Tiny screw screws up nuclear plant

A small screw missing from a tool used to refuel a 35-year-old nuclear power plant led technicians on a fruitless two-day search and has delayed the facility from coming back on line.

A small screw missing from a tool used to refuel a 35-year-old nuclear power plant led technicians on a fruitless two-day search and has delayed the facility from coming back on line.

After the month-long refuelling operation at the plant – already branded as unsafe by environmental groups – operations at the Juan Cabrera nuclear power plant in Almonacid de Zorita, 45 miles east of Madrid had been due to resume this week.

But that has been delayed while the Nuclear Safety Council investigates the significance of a screw less than an inch in diameter, which was found to be missing from a tool used in the refuelling.

“We don’t know when we’ll let them restart. We’re waiting for a report that will tell us that the screw is in a safe place, that it won’t move and that it won’t cause any damage,” said council spokesman Jose Francisco Morales.

The reactor’s owner, the utility Union Fenosa, played down the incident. Citing a report from its contractor, Westinghouse, it said the screw was too big to have fallen into the nuclear fuel core.

The “hypothetical loss” of the screw was therefore an “innocuous” event that presented no risk, according to the utility.

Staff at the reactor gave up rummaging for the missing screw after an unsuccessful two-day search that involved scouring the vessel holding the nuclear core and dismantling the core with remote-controlled machines in a sealed cell.

“They would hardly go to the trouble of such a complex search if it wasn’t important,” said Greenpeace spokesman Carlos Bravo.

Bravo warned the screw could cause a very serious nuclear accident if it were loose in the nuclear core or in the high-pressure vessel containing it.

The plant’s deficient security system – it was recently found to have 10% less emergency cooling capacity than that prescribed – increases the potential risk posed by any irregularities, Bravo said.

Earlier this month, the Nuclear Safety Council dismissed the inadequate cooling capacity as harmless and said it could be remedied easily.

The reactor began operations in 1968 and is due to be dismantled in 2006.

Greenpeace and other environmental pressure groups have long been lobbying for it to be closed sooner. They cite the plant’s age and what they call lax security by the people operating it.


* YOUR ASSIGNMENT:
Among the entries, find each line that includes the string "name" and list it.
********
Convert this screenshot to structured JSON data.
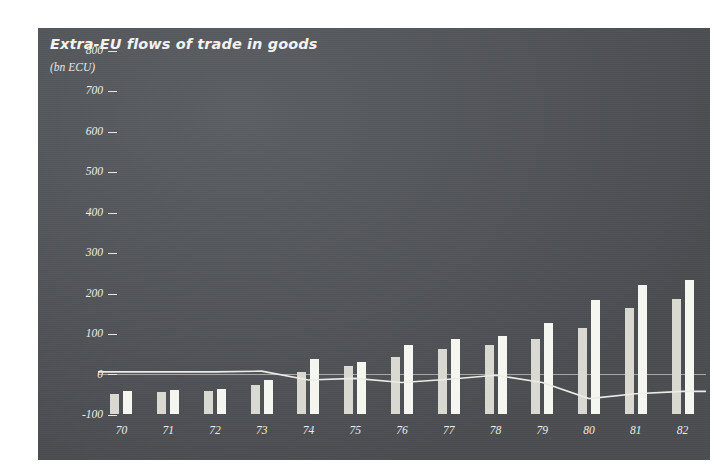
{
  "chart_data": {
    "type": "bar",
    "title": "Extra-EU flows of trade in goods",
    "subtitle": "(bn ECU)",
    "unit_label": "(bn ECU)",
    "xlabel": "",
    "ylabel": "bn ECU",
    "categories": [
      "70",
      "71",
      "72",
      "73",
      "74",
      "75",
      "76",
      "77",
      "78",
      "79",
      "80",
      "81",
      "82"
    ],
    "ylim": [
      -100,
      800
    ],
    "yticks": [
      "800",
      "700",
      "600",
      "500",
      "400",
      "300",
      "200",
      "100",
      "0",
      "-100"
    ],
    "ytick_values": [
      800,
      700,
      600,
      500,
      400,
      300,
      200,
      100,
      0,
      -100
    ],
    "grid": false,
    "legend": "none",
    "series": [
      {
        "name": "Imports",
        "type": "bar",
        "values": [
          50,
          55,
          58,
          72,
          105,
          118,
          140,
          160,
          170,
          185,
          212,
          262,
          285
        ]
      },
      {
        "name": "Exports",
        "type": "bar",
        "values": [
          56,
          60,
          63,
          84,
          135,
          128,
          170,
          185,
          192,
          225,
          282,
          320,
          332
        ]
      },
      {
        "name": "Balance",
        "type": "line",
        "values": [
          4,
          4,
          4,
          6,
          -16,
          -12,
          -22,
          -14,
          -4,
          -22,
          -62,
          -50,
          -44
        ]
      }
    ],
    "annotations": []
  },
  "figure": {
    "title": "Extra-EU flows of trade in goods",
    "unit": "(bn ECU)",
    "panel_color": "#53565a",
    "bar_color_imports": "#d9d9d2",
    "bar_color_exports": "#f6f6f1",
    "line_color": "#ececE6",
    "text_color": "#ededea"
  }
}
********
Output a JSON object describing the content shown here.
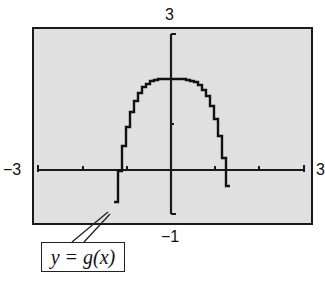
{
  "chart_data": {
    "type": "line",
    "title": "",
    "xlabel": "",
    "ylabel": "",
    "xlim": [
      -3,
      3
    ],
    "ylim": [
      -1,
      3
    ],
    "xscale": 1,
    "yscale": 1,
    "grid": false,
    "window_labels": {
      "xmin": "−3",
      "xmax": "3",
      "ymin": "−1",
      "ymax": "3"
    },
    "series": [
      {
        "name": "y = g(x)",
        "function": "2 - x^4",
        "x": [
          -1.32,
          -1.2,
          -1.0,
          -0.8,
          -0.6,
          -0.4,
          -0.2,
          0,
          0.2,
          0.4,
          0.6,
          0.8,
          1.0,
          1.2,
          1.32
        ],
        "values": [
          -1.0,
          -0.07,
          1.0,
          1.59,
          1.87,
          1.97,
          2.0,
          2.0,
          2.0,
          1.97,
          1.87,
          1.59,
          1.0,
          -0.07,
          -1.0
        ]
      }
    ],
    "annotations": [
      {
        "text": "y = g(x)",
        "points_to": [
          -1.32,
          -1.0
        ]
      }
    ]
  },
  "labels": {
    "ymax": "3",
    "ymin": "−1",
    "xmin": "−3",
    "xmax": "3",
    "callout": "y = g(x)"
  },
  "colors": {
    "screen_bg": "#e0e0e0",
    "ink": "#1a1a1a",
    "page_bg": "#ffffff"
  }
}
********
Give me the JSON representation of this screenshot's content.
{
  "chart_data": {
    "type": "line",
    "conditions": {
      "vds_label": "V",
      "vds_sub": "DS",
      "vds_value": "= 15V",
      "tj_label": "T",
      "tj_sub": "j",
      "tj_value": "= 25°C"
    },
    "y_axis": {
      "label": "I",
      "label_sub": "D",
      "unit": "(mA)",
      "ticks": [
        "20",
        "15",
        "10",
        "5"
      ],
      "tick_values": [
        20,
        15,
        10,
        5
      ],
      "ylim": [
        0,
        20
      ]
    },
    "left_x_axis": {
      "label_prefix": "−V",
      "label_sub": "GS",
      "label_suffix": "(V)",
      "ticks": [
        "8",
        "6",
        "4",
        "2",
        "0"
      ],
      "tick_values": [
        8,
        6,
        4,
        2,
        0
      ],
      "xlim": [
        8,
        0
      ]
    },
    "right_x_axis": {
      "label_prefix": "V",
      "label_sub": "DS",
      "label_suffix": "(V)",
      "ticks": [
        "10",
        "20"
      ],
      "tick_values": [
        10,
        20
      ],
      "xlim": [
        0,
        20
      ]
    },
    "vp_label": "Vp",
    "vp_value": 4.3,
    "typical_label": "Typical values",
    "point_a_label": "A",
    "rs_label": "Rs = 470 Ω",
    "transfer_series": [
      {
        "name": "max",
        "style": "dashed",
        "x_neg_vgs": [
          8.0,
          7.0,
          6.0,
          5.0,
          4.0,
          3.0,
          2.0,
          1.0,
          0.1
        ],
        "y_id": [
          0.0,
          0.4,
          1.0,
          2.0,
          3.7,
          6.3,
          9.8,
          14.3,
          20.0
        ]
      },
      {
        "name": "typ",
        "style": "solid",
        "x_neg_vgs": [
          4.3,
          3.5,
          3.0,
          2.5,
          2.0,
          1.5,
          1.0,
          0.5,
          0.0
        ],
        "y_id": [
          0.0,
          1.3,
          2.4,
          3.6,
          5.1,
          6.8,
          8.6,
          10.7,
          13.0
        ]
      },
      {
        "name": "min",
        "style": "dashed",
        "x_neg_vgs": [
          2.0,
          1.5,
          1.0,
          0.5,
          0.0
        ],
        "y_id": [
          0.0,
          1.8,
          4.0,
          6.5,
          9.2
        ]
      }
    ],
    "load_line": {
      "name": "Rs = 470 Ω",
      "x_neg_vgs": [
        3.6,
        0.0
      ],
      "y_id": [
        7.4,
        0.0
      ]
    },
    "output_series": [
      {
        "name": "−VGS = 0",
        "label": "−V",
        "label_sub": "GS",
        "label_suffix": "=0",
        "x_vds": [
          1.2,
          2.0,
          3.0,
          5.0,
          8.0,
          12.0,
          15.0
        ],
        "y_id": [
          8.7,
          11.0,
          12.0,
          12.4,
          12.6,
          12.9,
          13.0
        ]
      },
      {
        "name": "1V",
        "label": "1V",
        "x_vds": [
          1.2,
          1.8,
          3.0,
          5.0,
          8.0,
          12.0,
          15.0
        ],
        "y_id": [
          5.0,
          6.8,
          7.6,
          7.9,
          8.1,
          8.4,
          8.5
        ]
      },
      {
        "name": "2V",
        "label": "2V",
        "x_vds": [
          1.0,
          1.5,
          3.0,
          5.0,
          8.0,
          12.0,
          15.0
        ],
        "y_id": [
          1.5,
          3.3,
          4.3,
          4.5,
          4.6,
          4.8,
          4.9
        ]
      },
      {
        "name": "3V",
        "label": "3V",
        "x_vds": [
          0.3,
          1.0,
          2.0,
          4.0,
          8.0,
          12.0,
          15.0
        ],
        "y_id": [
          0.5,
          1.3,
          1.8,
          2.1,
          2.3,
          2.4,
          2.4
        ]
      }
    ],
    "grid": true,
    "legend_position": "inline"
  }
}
********
* TASK RESPONSE:
        "name": "Imports",
        "name": "Exports",
        "name": "Balance",
        "name": "y = g(x)",
        "name": "max",
        "name": "typ",
        "name": "min",
      "name": "Rs = 470 Ω",
        "name": "−VGS = 0",
        "name": "1V",
        "name": "2V",
        "name": "3V",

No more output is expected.